Wed, Jul 01, 2009 - Page 14 News List

[CLASSICAL DVD REVIEW]

By Bradley Winterton  /  CONTRIBUTING REPORTER

Stephen Langridge’s staging, too, left me wondering what had happened to the imagination in opera production. Innumerable nonrealistic, nightmarish effects are technically available these days, yet here we were with a simple semi-circular arena to stand for the labyrinth, and an open stage with a line of light (the distant breaking waves, presumably) to represent the shore.
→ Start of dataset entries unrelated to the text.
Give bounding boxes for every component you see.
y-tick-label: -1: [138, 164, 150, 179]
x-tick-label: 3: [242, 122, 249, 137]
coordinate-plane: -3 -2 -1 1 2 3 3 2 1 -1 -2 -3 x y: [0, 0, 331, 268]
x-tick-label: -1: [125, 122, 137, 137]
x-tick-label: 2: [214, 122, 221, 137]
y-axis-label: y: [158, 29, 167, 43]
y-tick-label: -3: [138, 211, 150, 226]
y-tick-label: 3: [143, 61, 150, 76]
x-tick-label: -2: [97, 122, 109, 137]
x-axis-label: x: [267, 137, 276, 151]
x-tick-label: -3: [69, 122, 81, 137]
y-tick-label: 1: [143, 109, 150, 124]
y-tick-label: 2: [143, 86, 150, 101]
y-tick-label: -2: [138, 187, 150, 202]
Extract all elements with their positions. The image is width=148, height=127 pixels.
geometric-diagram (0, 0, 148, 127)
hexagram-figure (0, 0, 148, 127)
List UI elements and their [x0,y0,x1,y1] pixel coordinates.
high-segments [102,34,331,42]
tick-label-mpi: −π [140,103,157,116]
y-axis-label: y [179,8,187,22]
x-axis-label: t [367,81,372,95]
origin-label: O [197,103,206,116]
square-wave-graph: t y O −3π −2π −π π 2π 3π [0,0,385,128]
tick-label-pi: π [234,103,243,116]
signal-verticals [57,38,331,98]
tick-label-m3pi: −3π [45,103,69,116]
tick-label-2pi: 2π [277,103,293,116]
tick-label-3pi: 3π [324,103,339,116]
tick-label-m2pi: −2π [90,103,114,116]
A bare-chested John Tomlinson and his adversary Johan Reuter (Theseus) might roar, and utter their graceless lines with all the savagery at their disposal, but the result is unpersuasive. Tomlinson is a great Wagnerian, but here his performance, combined with earthbound stage designs, does little to arouse awe or wonder.

The exception to this bleak impression lay in the highly poetic and memorable libretto by David Harsent. For me, this world premiere was, above all else, Harsent’s evening.

There were a few other compensations. The Snake Priestess (Andrew Watts) represented a potent idea, and the chorus overseeing the slaughter down in the labyrinth at least looked impressive. But these were small rewards for over three hours of aural pain.

This DVD may increase tourism to Crete, but it’s unlikely to ratchet up sales for the baleful music of Harrison Birtwistle. And most of the younger opera composers have turned their backs on this kind of dissonant modernism, opting instead for a variety of other, more accessible styles.

In the same way that bleak Bauhaus is by no means the last word in architecture, so too is this kind of user-unfriendly music surely doomed to become a footnote, albeit a rather long one, in musical history books. Maybe the sentimental pop musicians so berated by Birtwistle had a point after all.